Alongside the main entrance, they had tacked on a wheelchair ramp. To the east stood a collection of greenhouses where the patients potted plants and grew seedlings, and south of that a garden path encircled a statue of some female Greekish figure overlooking a dry fountain, which had been out of order for years. She could see the main facility push up through the trees when she approached it from the highway: a stone beast with a spiny grey back. She settled in for her first overnight visit in October, a month after they took her on as a nurse practitioner at Oakwood, a month after she’d moved out of her mother’s house in Cary. She had few feelings for the nursing director, or for the hospital or its employees or its patients, but she felt something when she looked at the on-call house: joy maybe, anticipation, hope. But Gail had been told that she was more deadpan than most, which was one of the reasons why she had made such good corpses in Nick’s horror films. He was a grayish, moonfaced man who sought to make others comfortable, the kind of person who liked getting a good bead on folks. She had been quiet throughout most of the tour, which caused the nursing director to give her unsure sideways glances, as if he could not see her clearly. “’Course, most of y’all just stay over on the couches in the lounge. Drowns out the noise when the house settles.” He laughed.
#REVEAL STEREOGRAM TV#
“And there’s a TV in there, DVD player and everything. “Folks’ll bring pets for company,” the nursing director was telling her. A cypress hovered over its east side, a row of boxwoods underneath its windows. The house itself was a small, plain structure with yellowish siding and a wrap-around porch. He drowned himself in the creek just north of the hospital, and the on-call house apparently trapped his desolate ghost and had kept it ever since. Allegedly, the ghost in the house was that of a patient who had escaped through the air duct seven years ago, stripped off his clothes on his way across the parking lot and vanished into the kudzu-covered woods on the other side. When the nursing director took her on her first tour around the grounds, he told the story about the haunted on-call house and the psychiatrists-reasonable, un-superstitious people, he assured her-who would not stay there overnight. Nowadays, Gail worked at Oakwood, a mental facility tucked away in the Appalachian foothills.
![reveal stereogram reveal stereogram](https://i.pinimg.com/originals/d7/d5/a7/d7d5a767f3cc5c665a43a5c98e1da439.jpg)
As soon as the leaves started turning, she felt an impulse to carry out her tasks with grace, no matter what was asked of her. And even though Nick had been gone three years now, autumn always came around with a feeling of expectation, like she had a job to do, a role to play. She’d pretended then that it drove her crazy, though really it was the highlight of the season for her. After that, Nick had turned apologetic for a while and had said this would be the last year, no more short films, but the next year, they were at it again, and Gail was out with him in the woods, digging a grave for herself. That one, The Devil of Fever Swamp, had given her one of the worst head colds she’d ever had. He had lain her down in an icy pool and drowned her. He had beheaded her, gouged her, strangled her. In the five years they were married, Nick made an unwilling actress of Gail. They would come home again with their clothes ruined, covered in all that fake blood, white face putty and gasoline drippage from the chainsaws without chains on.
#REVEAL STEREOGRAM MOVIE#
Every fall, he and Gail and a makeshift crew of college friends would go out to the woods around Raleigh and film a horror movie to submit to the amateur festival in October. Gail’s husband, Nick, used to teach photography at a community college. In a stereogram these changes in the amplitude of the depth intervals are based on the same mechanisms as those responsible for size constancy.WINNER OF THE 2013 MATT CLARK FICTION PRIZE By contrast, the magnitude of the depth intervals in a stereogram are not constant but appear to increase in direct proportion to the increase in viewing distance. With changes in viewing distance, the viewing of real objects obeys the rules of depth constancy. Whereas the viewing of real objects and stereograms both obey the rules of size constancy, this is not the case with depth constancy.
![reveal stereogram reveal stereogram](https://www.hidden-3d.com/img/posters/ganesha/Ganesha_18x24_stereogram_poster_sm.jpg)
This conclusion comes out most clearly in relation to changes in viewing distance. However, a stereogram cannot be regarded as a proper model for the perception of depth in the case of a real 3-D object.
![reveal stereogram reveal stereogram](http://www.anopticalillusion.com/wp-content/uploads/2014/12/Merry-Christmas-Stereogram-by-Gene-Levine-600x468.jpg)
The ability to perceive depth in a random-dot stereogram is a valuable test for the perception of retinal image disparities, whether they arise from the viewing of a stereogram or from the viewing of a real 3-D object.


What the task asks => Below are some records. Return exactly the lines from the one containing "Image is 868x391 pixels." through the one containing "Image is 644x320 pixels.", both included, and only those.
=== Listed entries ===
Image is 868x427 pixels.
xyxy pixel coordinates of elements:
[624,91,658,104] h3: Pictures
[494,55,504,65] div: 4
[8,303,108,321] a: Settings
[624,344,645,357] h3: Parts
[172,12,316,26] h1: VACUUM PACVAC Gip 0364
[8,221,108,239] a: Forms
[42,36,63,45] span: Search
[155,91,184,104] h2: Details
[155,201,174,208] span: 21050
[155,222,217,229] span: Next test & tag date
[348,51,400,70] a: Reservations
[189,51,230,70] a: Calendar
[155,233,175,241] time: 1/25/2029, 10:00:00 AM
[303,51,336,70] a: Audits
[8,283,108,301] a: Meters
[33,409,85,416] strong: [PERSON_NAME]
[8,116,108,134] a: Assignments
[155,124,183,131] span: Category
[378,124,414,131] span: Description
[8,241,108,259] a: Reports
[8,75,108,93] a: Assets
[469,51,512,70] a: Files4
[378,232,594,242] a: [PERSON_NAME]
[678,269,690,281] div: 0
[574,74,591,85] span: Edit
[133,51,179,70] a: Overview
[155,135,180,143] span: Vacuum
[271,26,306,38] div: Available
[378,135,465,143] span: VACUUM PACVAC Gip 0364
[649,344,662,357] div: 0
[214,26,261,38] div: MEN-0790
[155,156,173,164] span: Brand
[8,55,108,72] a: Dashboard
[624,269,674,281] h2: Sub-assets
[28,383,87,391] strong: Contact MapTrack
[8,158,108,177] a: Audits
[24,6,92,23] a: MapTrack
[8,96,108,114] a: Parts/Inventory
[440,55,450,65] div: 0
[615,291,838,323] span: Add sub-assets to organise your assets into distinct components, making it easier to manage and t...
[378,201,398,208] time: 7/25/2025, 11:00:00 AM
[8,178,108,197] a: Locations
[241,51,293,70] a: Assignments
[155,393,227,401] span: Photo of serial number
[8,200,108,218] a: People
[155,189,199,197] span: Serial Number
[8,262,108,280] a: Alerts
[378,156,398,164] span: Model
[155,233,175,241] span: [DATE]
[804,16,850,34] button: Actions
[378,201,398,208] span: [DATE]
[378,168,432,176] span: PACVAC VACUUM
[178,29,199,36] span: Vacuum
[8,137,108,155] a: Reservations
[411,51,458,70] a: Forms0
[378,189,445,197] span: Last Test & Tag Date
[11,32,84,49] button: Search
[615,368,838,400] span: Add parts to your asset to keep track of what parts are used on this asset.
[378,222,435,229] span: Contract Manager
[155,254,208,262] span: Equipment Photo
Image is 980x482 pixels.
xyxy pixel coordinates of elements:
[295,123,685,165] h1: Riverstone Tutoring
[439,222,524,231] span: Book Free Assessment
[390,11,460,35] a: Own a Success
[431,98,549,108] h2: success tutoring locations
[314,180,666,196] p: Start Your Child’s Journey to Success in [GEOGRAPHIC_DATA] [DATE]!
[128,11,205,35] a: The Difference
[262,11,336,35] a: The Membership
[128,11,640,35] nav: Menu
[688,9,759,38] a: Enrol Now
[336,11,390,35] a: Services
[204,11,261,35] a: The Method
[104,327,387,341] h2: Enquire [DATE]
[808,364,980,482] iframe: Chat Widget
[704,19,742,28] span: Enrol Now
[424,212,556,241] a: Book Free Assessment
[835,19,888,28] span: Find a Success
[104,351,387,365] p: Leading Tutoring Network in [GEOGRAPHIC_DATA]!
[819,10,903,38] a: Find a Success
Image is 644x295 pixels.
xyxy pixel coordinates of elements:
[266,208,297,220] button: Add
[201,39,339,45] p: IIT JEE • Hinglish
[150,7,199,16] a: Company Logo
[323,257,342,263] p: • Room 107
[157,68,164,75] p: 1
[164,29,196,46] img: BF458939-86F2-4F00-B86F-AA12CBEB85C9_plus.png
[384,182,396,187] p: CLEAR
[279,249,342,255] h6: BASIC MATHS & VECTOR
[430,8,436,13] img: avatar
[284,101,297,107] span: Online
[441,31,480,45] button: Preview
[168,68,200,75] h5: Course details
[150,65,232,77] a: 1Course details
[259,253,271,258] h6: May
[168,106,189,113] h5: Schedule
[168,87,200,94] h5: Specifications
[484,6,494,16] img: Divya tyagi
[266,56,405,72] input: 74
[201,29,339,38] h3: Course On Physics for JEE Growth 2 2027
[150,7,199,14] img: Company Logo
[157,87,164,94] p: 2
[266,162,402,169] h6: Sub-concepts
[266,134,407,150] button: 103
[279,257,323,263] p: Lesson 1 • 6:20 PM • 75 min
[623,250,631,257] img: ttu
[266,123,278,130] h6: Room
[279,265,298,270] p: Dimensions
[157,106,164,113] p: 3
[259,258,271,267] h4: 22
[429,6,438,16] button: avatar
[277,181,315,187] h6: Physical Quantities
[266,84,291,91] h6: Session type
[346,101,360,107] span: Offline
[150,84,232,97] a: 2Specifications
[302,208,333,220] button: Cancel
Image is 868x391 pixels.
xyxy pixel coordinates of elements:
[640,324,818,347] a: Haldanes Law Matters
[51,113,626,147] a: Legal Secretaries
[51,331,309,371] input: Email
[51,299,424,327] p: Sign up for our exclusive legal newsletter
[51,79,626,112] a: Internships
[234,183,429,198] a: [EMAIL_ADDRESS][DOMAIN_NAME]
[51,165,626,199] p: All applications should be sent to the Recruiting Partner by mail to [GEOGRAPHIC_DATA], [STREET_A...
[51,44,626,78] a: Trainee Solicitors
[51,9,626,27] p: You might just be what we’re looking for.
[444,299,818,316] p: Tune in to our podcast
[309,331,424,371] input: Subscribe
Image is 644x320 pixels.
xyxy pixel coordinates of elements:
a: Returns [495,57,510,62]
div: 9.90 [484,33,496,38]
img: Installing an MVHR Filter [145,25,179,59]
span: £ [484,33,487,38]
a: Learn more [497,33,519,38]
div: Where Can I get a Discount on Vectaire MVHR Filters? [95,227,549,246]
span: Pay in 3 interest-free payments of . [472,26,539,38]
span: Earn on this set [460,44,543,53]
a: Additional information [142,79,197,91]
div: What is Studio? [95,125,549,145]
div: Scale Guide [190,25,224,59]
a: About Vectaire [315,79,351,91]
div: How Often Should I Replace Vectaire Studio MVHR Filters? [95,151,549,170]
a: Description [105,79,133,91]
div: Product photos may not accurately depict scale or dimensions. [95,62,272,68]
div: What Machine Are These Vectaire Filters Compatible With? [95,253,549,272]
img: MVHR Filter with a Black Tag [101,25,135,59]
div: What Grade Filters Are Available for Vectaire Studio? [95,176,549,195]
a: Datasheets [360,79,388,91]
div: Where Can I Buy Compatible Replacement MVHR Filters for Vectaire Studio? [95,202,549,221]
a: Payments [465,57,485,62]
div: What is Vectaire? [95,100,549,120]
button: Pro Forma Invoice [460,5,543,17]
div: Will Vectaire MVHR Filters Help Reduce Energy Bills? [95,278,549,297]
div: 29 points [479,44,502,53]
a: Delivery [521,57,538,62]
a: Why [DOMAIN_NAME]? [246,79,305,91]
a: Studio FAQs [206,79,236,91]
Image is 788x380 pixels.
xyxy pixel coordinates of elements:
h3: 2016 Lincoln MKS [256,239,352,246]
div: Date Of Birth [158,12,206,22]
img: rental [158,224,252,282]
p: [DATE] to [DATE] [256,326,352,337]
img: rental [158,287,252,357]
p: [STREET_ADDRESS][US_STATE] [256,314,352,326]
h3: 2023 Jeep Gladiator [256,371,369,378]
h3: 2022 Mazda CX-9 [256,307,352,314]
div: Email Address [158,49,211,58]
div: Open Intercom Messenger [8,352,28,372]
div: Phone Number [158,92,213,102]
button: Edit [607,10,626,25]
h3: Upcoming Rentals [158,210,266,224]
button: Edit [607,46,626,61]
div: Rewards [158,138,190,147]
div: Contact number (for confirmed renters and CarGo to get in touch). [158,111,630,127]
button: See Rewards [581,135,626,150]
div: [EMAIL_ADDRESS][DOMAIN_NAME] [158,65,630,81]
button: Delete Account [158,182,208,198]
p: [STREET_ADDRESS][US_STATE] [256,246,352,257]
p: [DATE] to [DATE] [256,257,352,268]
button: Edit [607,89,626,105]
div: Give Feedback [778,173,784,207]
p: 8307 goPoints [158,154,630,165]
===
Problem solution =>
Image is 868x391 pixels.
xyxy pixel coordinates of elements:
[640,324,818,347] a: Haldanes Law Matters
[51,113,626,147] a: Legal Secretaries
[51,331,309,371] input: Email
[51,299,424,327] p: Sign up for our exclusive legal newsletter
[51,79,626,112] a: Internships
[234,183,429,198] a: [EMAIL_ADDRESS][DOMAIN_NAME]
[51,165,626,199] p: All applications should be sent to the Recruiting Partner by mail to [GEOGRAPHIC_DATA], [STREET_A...
[51,44,626,78] a: Trainee Solicitors
[51,9,626,27] p: You might just be what we’re looking for.
[444,299,818,316] p: Tune in to our podcast
[309,331,424,371] input: Subscribe
Image is 644x320 pixels.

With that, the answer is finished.